▶ **EXERCISE OBJECTIVE**: When you reach the line containing "Locate an element", repeat that line and each one after it exactly until the records end, leaving out pictures.

───

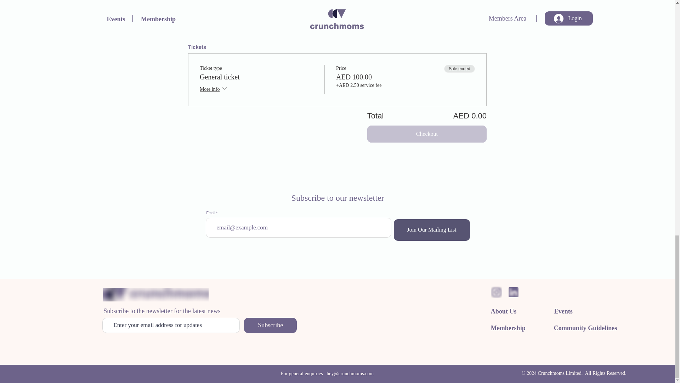 The height and width of the screenshot is (383, 680). Describe the element at coordinates (504, 311) in the screenshot. I see `About Us` at that location.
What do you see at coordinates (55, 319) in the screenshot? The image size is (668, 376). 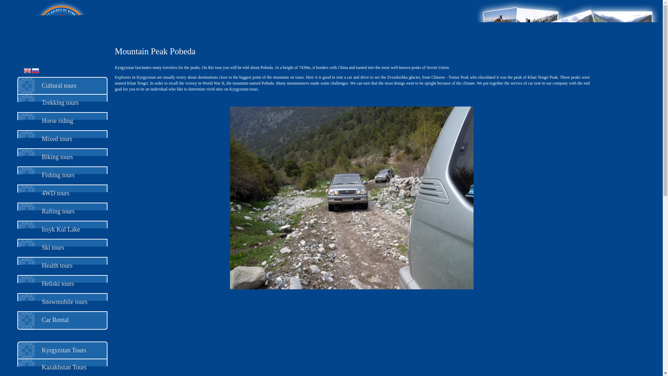 I see `Car Rental` at bounding box center [55, 319].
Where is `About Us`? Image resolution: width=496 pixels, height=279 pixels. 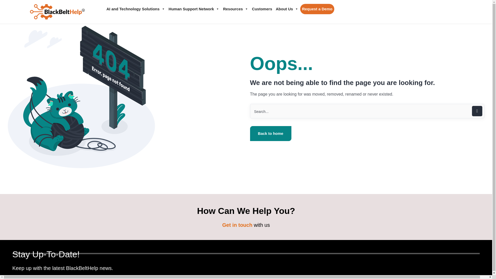
About Us is located at coordinates (287, 9).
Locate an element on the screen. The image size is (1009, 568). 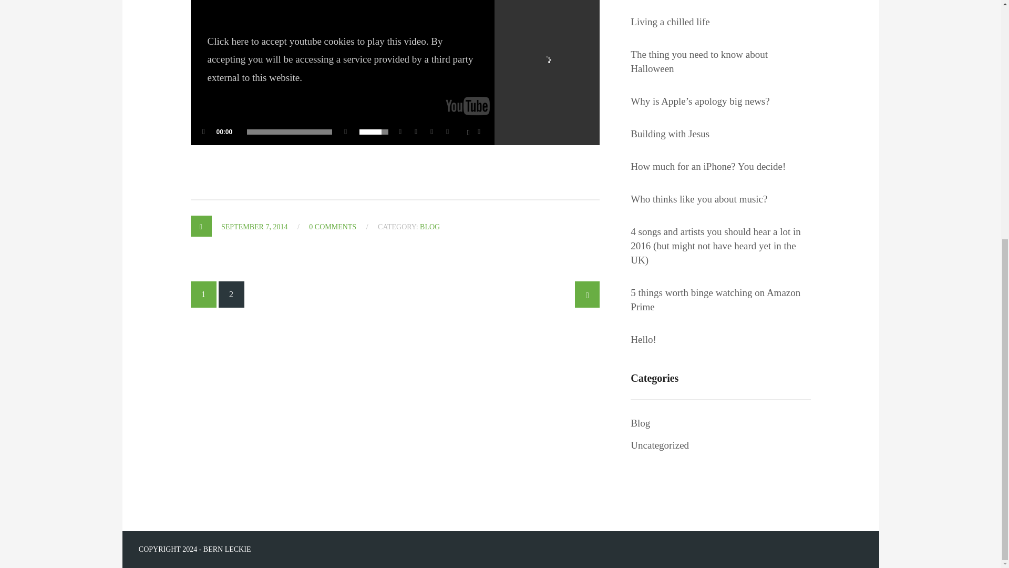
The thing you need to know about Halloween is located at coordinates (720, 61).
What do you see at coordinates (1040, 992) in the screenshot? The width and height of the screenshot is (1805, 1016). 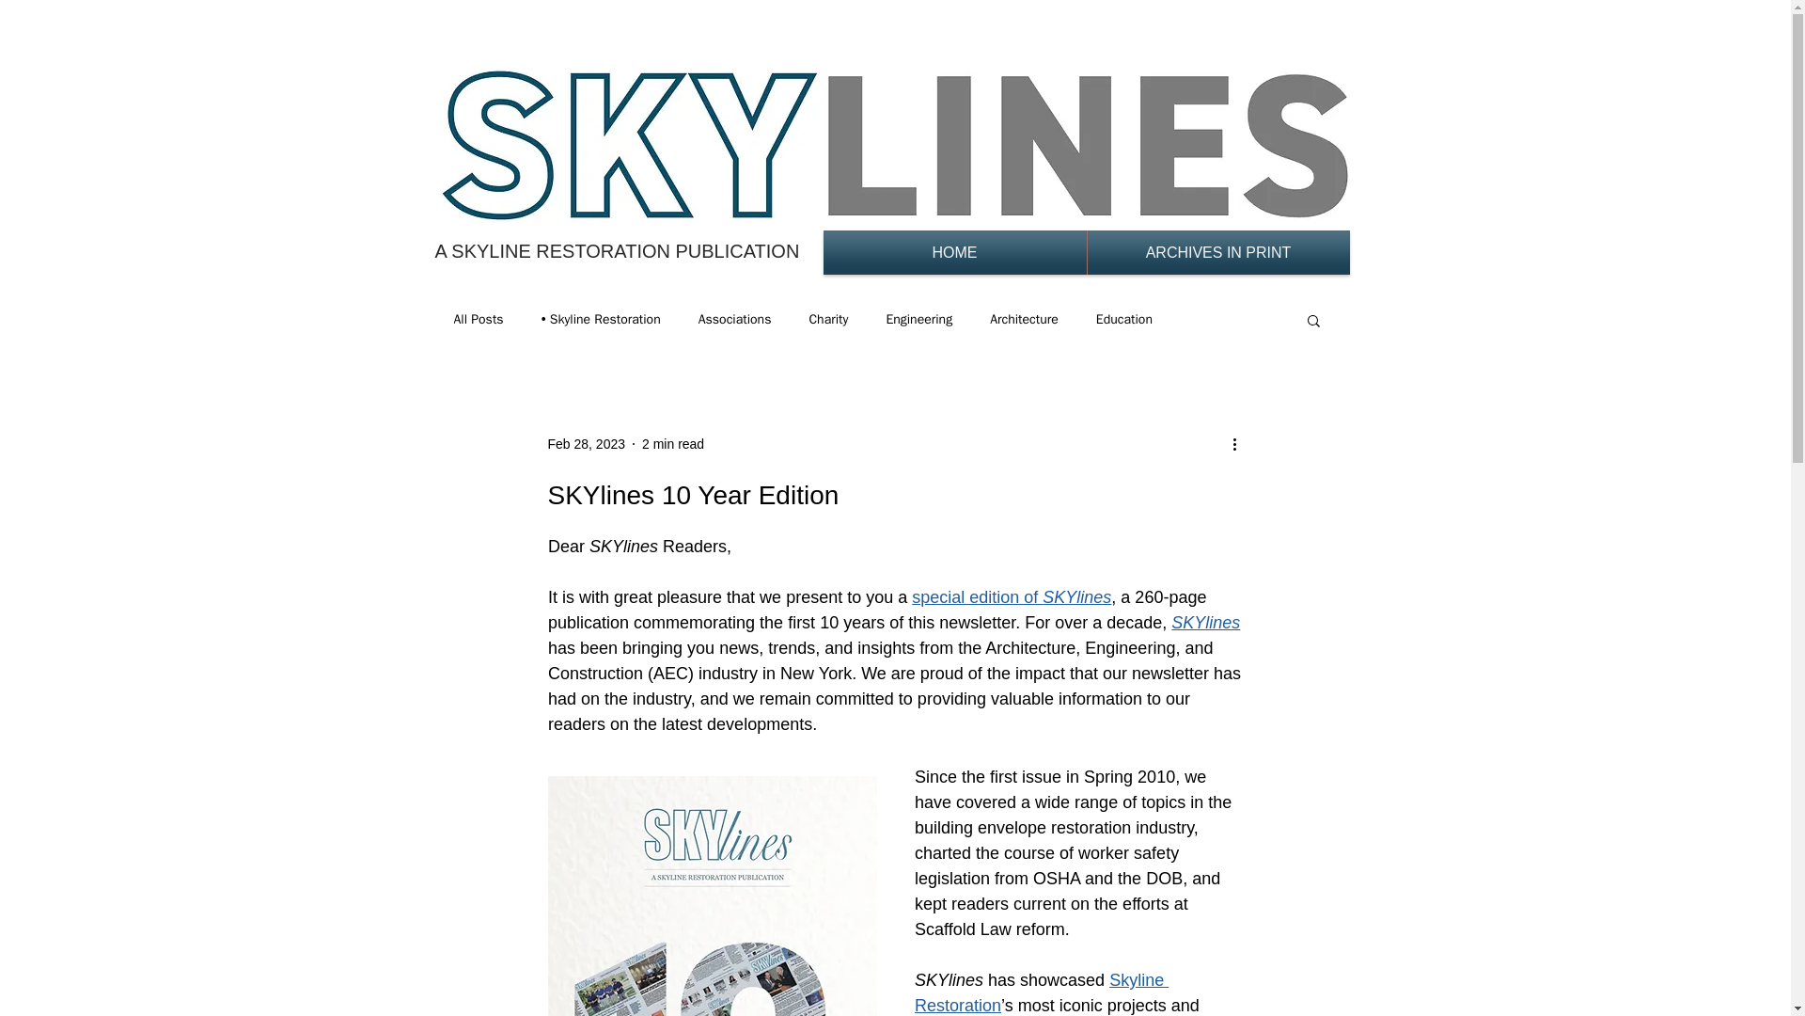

───

▶ **REPLY**:
Locate an element on the screen. The image size is (1009, 568). 
The thing you need to know about Halloween is located at coordinates (720, 61).
What do you see at coordinates (1040, 992) in the screenshot? The width and height of the screenshot is (1805, 1016). 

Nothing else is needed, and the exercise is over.